On Feb. 7, the provincial government announced legislation to make Truth and Reconciliation Day a statutory holiday, starting on Sept. 30, 2023.
The day was formally recognized as a federal statutory holiday in June of 2021, as a direct response to Truth and Reconciliation Commission Call to Action, 80. Though, this only allotted the statutory holiday to federally regulated workplaces.
Currently the federal government, Prince Edward Island, Northwest Territories, Nunavut, and Yukon are the jurisdictions that have declared Sept. 30 a statutory holiday.
The provincial legislation was in response to consultation with Indigenous groups throughout the province.
For Robert Dennis, chief counsellor for Huu-ay-aht, this legislation would “recognize the past wrongs” that have happened to First Nations people in Canada and work towards correcting those wrongs.

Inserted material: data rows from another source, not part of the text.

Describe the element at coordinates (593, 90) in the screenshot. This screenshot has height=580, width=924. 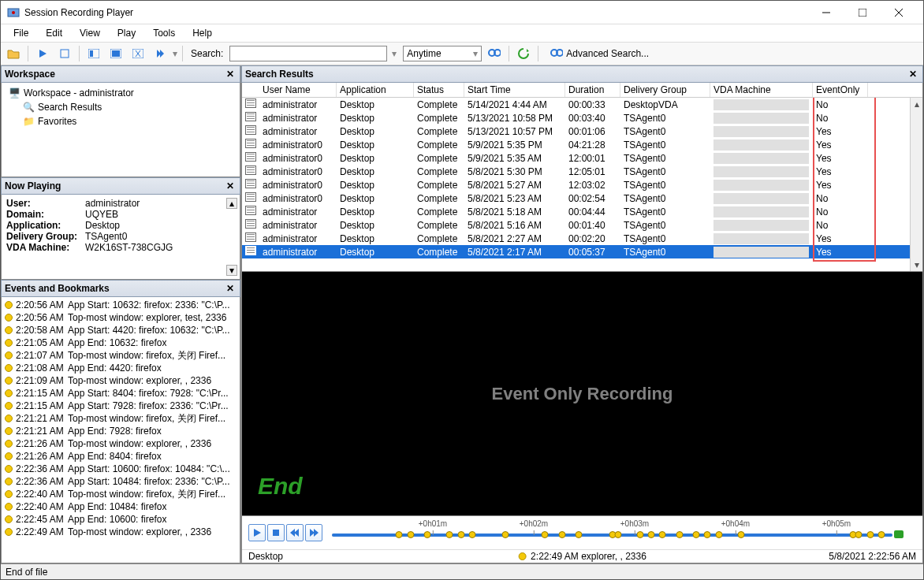
I see `col-dur: Duration` at that location.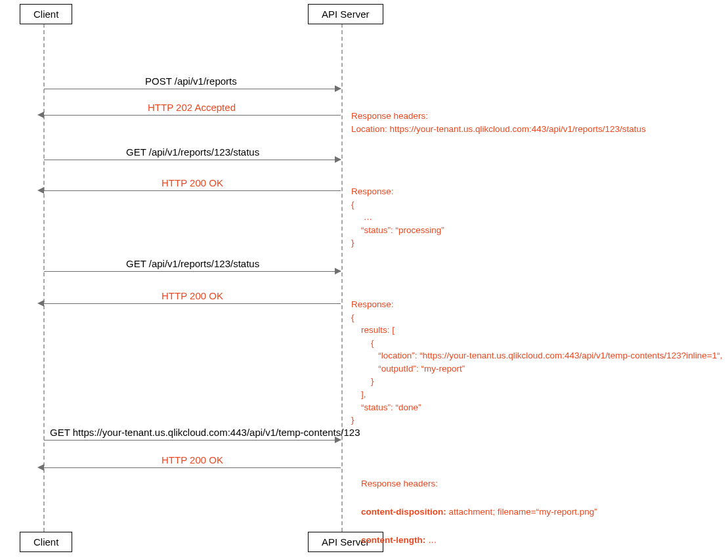 This screenshot has height=560, width=728. Describe the element at coordinates (41, 467) in the screenshot. I see `arrowhead-m4-resp` at that location.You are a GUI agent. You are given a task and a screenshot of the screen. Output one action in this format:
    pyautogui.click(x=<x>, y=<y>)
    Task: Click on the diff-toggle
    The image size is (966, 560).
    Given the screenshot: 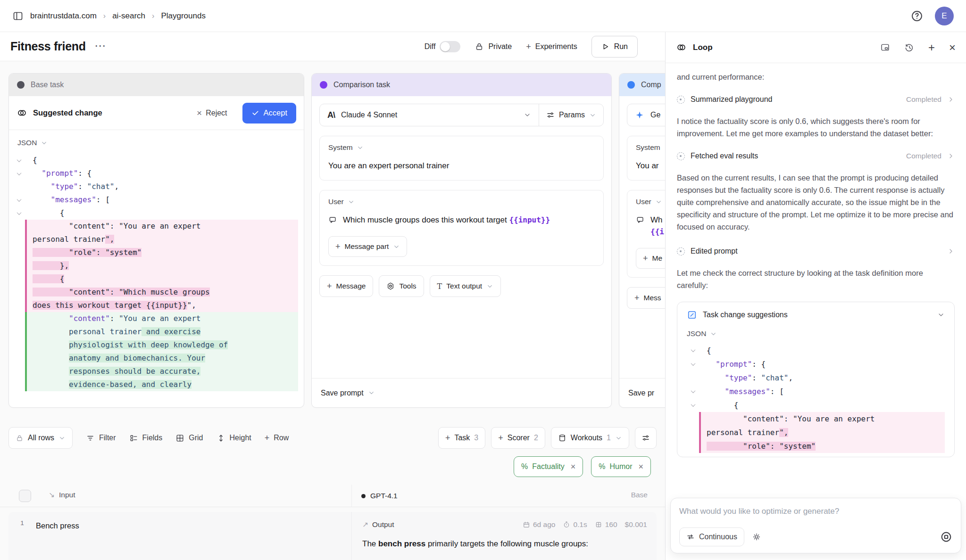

“This would be an opportunity for… Canadian society to work together to create a just society, [and] not a different level of treatment for different people,” said Dennis. “Things have to change, [they] can't remain the way they are, and a day like this would help us to make that change.”

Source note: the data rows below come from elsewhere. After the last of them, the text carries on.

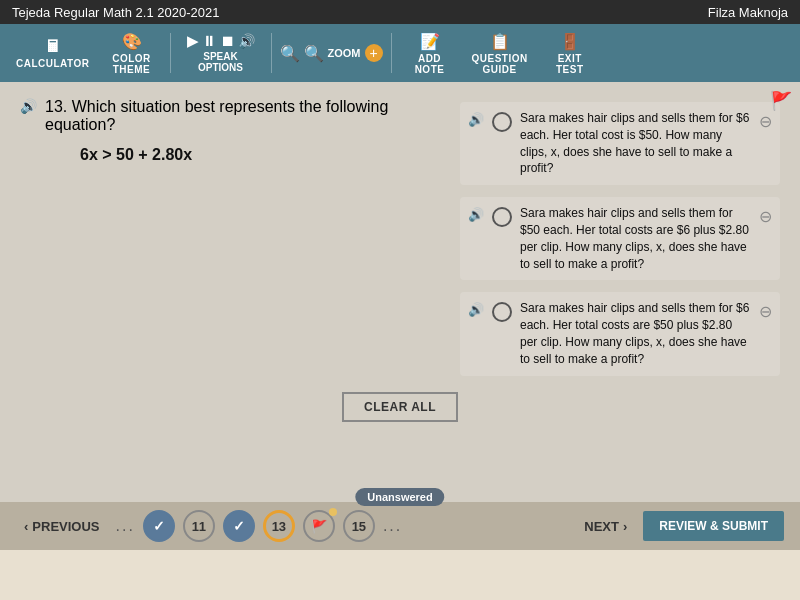 Image resolution: width=800 pixels, height=600 pixels. Describe the element at coordinates (636, 144) in the screenshot. I see `option-a-text: Sara makes hair clips and sells them for…` at that location.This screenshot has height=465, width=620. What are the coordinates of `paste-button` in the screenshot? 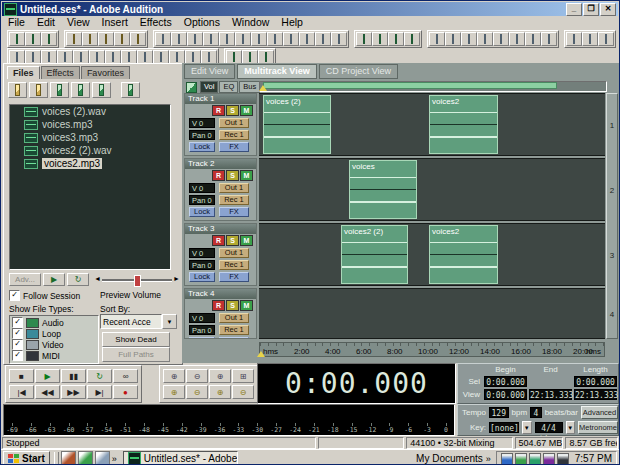 It's located at (211, 39).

Closing the economic gap for Indigenous people, a reduction in incarcerated Aboriginal individuals in the prison system, increasing graduates in the education system, and creating a level playing field in job opportunities are among some further changes that need to happen, said Dennis.
“Especially if people can change…their cultural attitudes [or] their cultural biases, they would realize that a segment of their society was definitely treated differently,” said Dennis. “This would just help them in educating them and realizing what needs to be changed, and then, more importantly, how it can be changed.”